The four testimonios documented in this study serve as testaments of the varied ways Mexican im/migrant families and communities experience education in areas of shifting demographics. Participant testimonios highlight the complex barriers im/migrant students and families confront as they participate and negotiate access to school success including limited institutional recognition of the varied cultural repertoire’s students bring to schooling spaces, limited recognition of their community cultural wealth (Yosso, 2005), and instances of racialized aggressions. Participant testimonios implicate local, state, and national policies and inform discussions on familial engagement, im/migration, and transnational curriculum.
The testimonios collected in this study illuminate how parents and families support children in navigating schools in ways recognized by school and ways unrecognized by schools, including with the contribution of intellectual knowledge, advice and wisdom, and time. This study adds to the literature that highlights how modes of traditional parental and familial engagement in US public schools restrict parents' roles in participating in their children’s K-12 schooling by failing to adequately address race, class, and immigration as key equity issues. This paper also underscores how families drew from networks of parientes (Urrieta, 2013) across borders to help their children access K-12 schools. The testimonialistas’ experiences with schooling interruption due to the Covid-19 Pandemic and the family’s response sheds light on the ways the Covid-19 pandemic influenced students on a global scale while shining light on the impact of rural communities in Mexico and the US. The testimonios in this study exemplify a shift to familial participation in K-12 schools, where student support extends beyond parents, immediate kin, and those in close physical proximity as the testimonialistas and their families relied on transnational networks of support to access the US school system and access school success.

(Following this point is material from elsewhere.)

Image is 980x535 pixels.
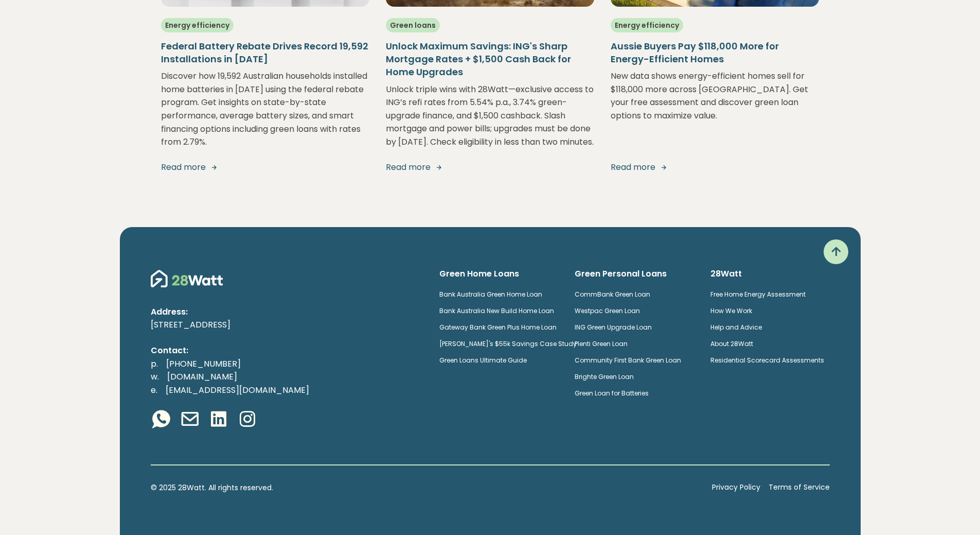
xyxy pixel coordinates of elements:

Further exploration would help inform ways parents participation was supported or limited by the school system through a more in-depth analysis would shed light on how the school supported parents’ intellectual contribution. Moreover, given the transnational networks and movement of im/migrant communities, more research is needed to prepare educators to access community-based knowledge in K-12 schools in the US (Urrieta, 2013) given that the testimonialistas relied on a network of extended relatives to attend schools in the US, a sacrifice the children’s immediate and extended family made.